Italy’s online gamblers were preoccupied with ping-pong during their pandemic lockdown, according to a local operator.
New data issued by Italian gaming operator Lottomatica’s so-called Lottomatica Betting Observatory showed that table tennis accounted for over half (52%) of wagers made on Lottomatica.it during the COVID-19 shutdown of Italian retail operations. Ping-pong, led by the Liga Pro and Setka Cup, claimed five of the lockdown’s top-10 betting markets.
Despite the shutdown of Serie A, the English Premier League, Bundesliga et al, football still claimed a 34% share of lockdown betting, thanks mainly to those asymptomatic all-stars in the Belarusian Premier League. Volleyball was well back in third place with 5%, narrowly beating out tennis and basketball (4% each), while all other sports combined for just a 1% slice of the pandemic pie.
In demographic terms, the lockdown punter was overwhelmingly male (90%) and neatly split between the 25-40 age demo (42%) and those aged 40-55 (41%). Sadly for anti-gambling types, the lockdown proved not to be a great spoiler of youth, as those in the 18-25 age group accounted for just 6% of pandemic wagering, around half the 11% claimed by those in the 55+ demo.
Meanwhile, Italy’s Ministry of Finance has offered a snapshot of the hit the gaming sector – as well as the government’s tax coffers – took from COVID-19. Over the first five months of 2020, sector-wide gaming revenue totaled €3.84b, a drop of 41.4% from the same period last year. Lotteries were off 41.7%, gaming machines plunged 46.4% and other gambling products slid 28.8%.
Despite Italy’s sports betting operators having been dealt a double-whammy via the closure of retail operations and the shutdown of most major league play, Italy’s government intends to claw back some of its lost tax revenue by forcing bookmakers to pay an additional 0.5% tax on betting turnover through the end of 2021.
Meanwhile, Italy’s beleaguered retail operators – who were already struggling long before the pandemic – have finally begun reopening their shops, albeit with limited capacity. But if Italy’s government keeps viewing the gambling sector as an all too convenient ATM, the next wave of retail closures will be permanent.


• _TO DO_: Give back every line of the material below exactly, but no images.

• _SOURCE MATERIAL_:
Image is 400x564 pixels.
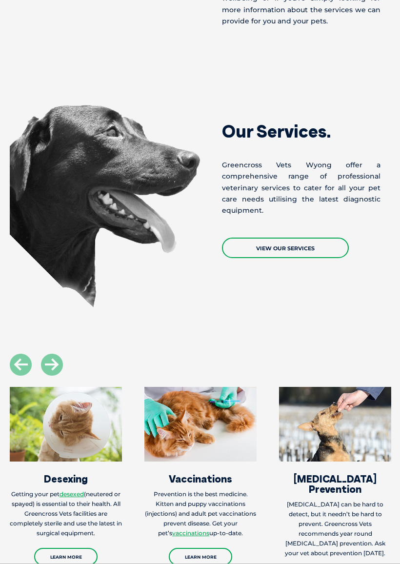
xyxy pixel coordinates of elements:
a: desexed [60,490,84,498]
a: vaccinations [172,529,209,537]
p: Getting your pet (neutered or spayed) is essential to their health. All Greencross Vets facilitie... [10,489,122,538]
h3: [MEDICAL_DATA] Prevention [279,474,391,494]
h2: Our Services. [222,122,381,140]
p: Prevention is the best medicine. Kitten and puppy vaccinations (injections) and adult pet vaccina... [144,489,257,538]
h3: Vaccinations [144,474,257,484]
p: Greencross Vets Wyong offer a comprehensive range of professional veterinary services to cater fo... [222,160,381,216]
a: View Our Services [222,238,349,258]
p: [MEDICAL_DATA] can be hard to detect, but it needn’t be hard to prevent. Greencross Vets recommen... [279,500,391,558]
h3: Desexing [10,474,122,484]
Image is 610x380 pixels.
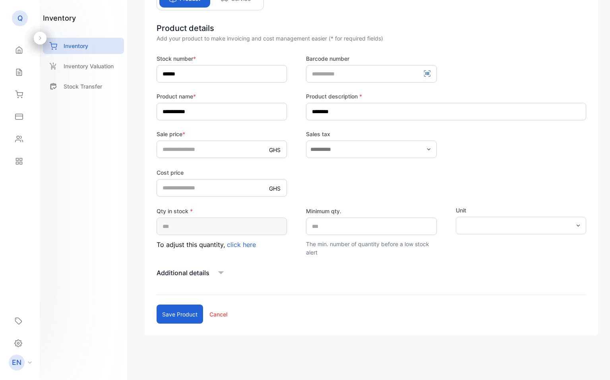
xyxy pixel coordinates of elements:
button: Save product [157,305,203,324]
p: Inventory Valuation [64,62,114,70]
label: Product name [157,92,287,101]
p: The min. number of quantity before a low stock alert [306,240,436,257]
label: Product description [306,92,586,101]
p: Inventory [64,42,88,50]
div: Add your product to make invoicing and cost management easier (* for required fields) [157,34,586,43]
p: Q [17,13,23,23]
label: Stock number [157,54,287,63]
label: Sale price [157,130,287,138]
span: click here [227,241,256,249]
p: To adjust this quantity, [157,240,287,250]
div: Product details [157,22,586,34]
a: Inventory [43,38,124,54]
p: GHS [269,146,281,154]
label: Cost price [157,169,287,177]
label: Sales tax [306,130,436,138]
label: Minimum qty. [306,207,436,215]
label: Barcode number [306,54,436,63]
p: EN [12,358,21,368]
p: GHS [269,184,281,193]
p: Cancel [209,310,227,319]
iframe: To enrich screen reader interactions, please activate Accessibility in Grammarly extension settings [454,97,610,380]
h1: inventory [43,13,76,23]
a: Inventory Valuation [43,58,124,74]
p: Stock Transfer [64,82,102,91]
label: Qty in stock [157,207,287,215]
p: Additional details [157,268,209,278]
a: Stock Transfer [43,78,124,95]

• _RESPONSE_:
Image is 400x564 pixels.
xyxy pixel coordinates of elements:
a: desexed [60,490,84,498]
a: vaccinations [172,529,209,537]
p: Getting your pet (neutered or spayed) is essential to their health. All Greencross Vets facilitie... [10,489,122,538]
h3: [MEDICAL_DATA] Prevention [279,474,391,494]
h2: Our Services. [222,122,381,140]
p: Prevention is the best medicine. Kitten and puppy vaccinations (injections) and adult pet vaccina... [144,489,257,538]
h3: Vaccinations [144,474,257,484]
p: Greencross Vets Wyong offer a comprehensive range of professional veterinary services to cater fo... [222,160,381,216]
a: View Our Services [222,238,349,258]
p: [MEDICAL_DATA] can be hard to detect, but it needn’t be hard to prevent. Greencross Vets recommen... [279,500,391,558]
h3: Desexing [10,474,122,484]
Image is 610x380 pixels.
xyxy pixel coordinates of elements:
button: Save product [157,305,203,324]
p: Inventory Valuation [64,62,114,70]
label: Product name [157,92,287,101]
p: The min. number of quantity before a low stock alert [306,240,436,257]
label: Product description [306,92,586,101]
p: Inventory [64,42,88,50]
div: Add your product to make invoicing and cost management easier (* for required fields) [157,34,586,43]
p: Q [17,13,23,23]
label: Stock number [157,54,287,63]
label: Sale price [157,130,287,138]
span: click here [227,241,256,249]
p: To adjust this quantity, [157,240,287,250]
div: Product details [157,22,586,34]
a: Inventory [43,38,124,54]
p: GHS [269,146,281,154]
label: Cost price [157,169,287,177]
label: Sales tax [306,130,436,138]
label: Minimum qty. [306,207,436,215]
label: Barcode number [306,54,436,63]
p: EN [12,358,21,368]
p: GHS [269,184,281,193]
p: Cancel [209,310,227,319]
iframe: To enrich screen reader interactions, please activate Accessibility in Grammarly extension settings [454,97,610,380]
h1: inventory [43,13,76,23]
a: Inventory Valuation [43,58,124,74]
p: Stock Transfer [64,82,102,91]
label: Qty in stock [157,207,287,215]
p: Additional details [157,268,209,278]
a: Stock Transfer [43,78,124,95]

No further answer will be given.